We provide a detailed User Manual covering 25 key economic research questions. Each problem comes with:

  • An introduction to the economic issue
  • Recommended choices of economic roles and agent algorithms
  • Baseline experimental results and visualizations
  • A YAML configuration file for direct environment execution

🔗 See the document/ folder on GitHub for full documentation and research use cases.

🚀 Quick Start

After installing the required Python packages, you can run any benchmark scenario with a single command:

python main.py --problem_scene "delayed_retirement"

Each --problem_scene flag corresponds to a YAML file in the cfg/ directory. You can easily customize these YAML files or create your own to define new benchmark tasks tailored to your research needs. For more details on how to run and extend EconGym, please refer to our GitHub repository.

Below is an overview of the 25 economic benchmark problems and their corresponding YAML configuration files:

🏦 Pension Issues

No. Research Question YAML File
Q1 How does delayed retirement affect the economy? delayed_retirement.yaml
Q2 Do personal pensions improve security? personal_pension.yaml
Q3 How does aging impact the macroeconomy? population_aging.yaml
Q4 How to close pension funding gaps? pension_gap.yaml
Q5 How do pension systems vary across countries? pension_across_countries.yaml

💰 Fiscal Policy Issues

No. Research Question YAML File
Q1 Can consumption taxes boost growth and fairness? consumption_tax.yaml
Q2 How does inheritance tax affect wealth distribution? estate_tax.yaml
Q3 Does universal basic income enhance equity? universal_basic_income.yaml
Q4 How to design optimal tax policies? optimal_tax.yaml
Q5 How does wealth tax impact wealth concentration? wealth_tax.yaml

🏛️ Monetary Policy Issues

No. Research Question YAML File
Q1 How effective are negative interest rates? negative_interest.yaml
Q2 How to control inflation via monetary policy? inflation_control.yaml
Q3 What are the long-term effects of quantitative easing?
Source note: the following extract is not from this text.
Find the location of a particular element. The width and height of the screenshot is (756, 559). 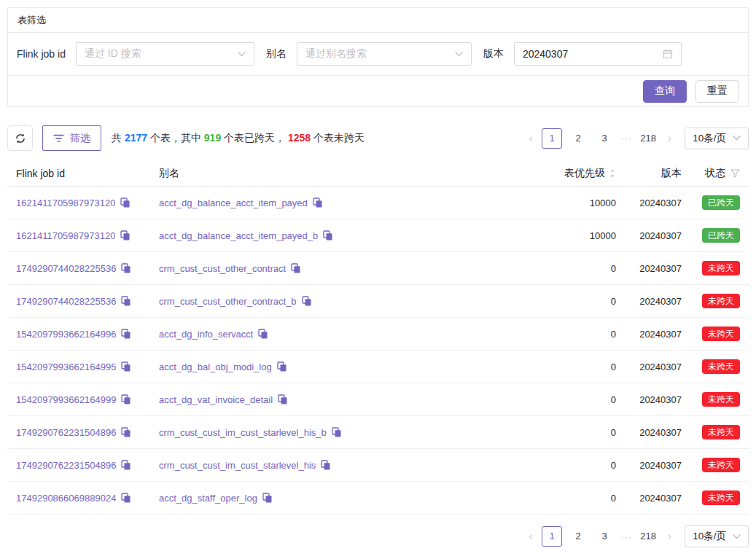

job-id-placeholder: 通过 ID 搜索 is located at coordinates (113, 54).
QE.yaml
Q4 How to set optimal bank rate spreads? optimal_monetary.yaml
Q5 How to coordinate monetary and fiscal policies? multi_government.yaml

⚖️ Market Competition Issues

No. Research Question YAML File
Q1 How does technology drive long-term growth? technology.yaml
Q2 How do monopolies affect resources and welfare? monopoly.yaml
Q3 What is algorithmic collusion in oligopolies? oligopoly.yaml
Q4 How does product diversity affect welfare? monopolistic_competition.yaml

👤 Individual Decision-Making Issues

BibTeX

@misc{econcgym2025,
  title={EconGym: A Scalable AI Testbed with Diverse Economic Tasks},
  author={Qirui Mi and Qipeng Yang and Zijun Fan and Wentian Fan and Heyang Ma and Chengdong Ma and Siyu Xia and Bo An and Jun Wang and Haifeng Zhang},
  year={2025},
  note={Under submission},
  url={https://github.com/Miracle1207/EconGym}
}

Acknowledgments

We sincerely thank Prof. Bo Li from Peking University for his valuable discussions and feedback throughout the development of this project. As an outstanding economist, Prof. Bo Li provided critical guidance on the theoretical foundations of the economic models in EconGym, significantly enhancing the rigor and realism of the platform.

Contact

If you have any questions, collaboration ideas, or would like to use EconGym in your research, feel free to reach out:

We welcome feedback, collaborations, and contributions from the research community.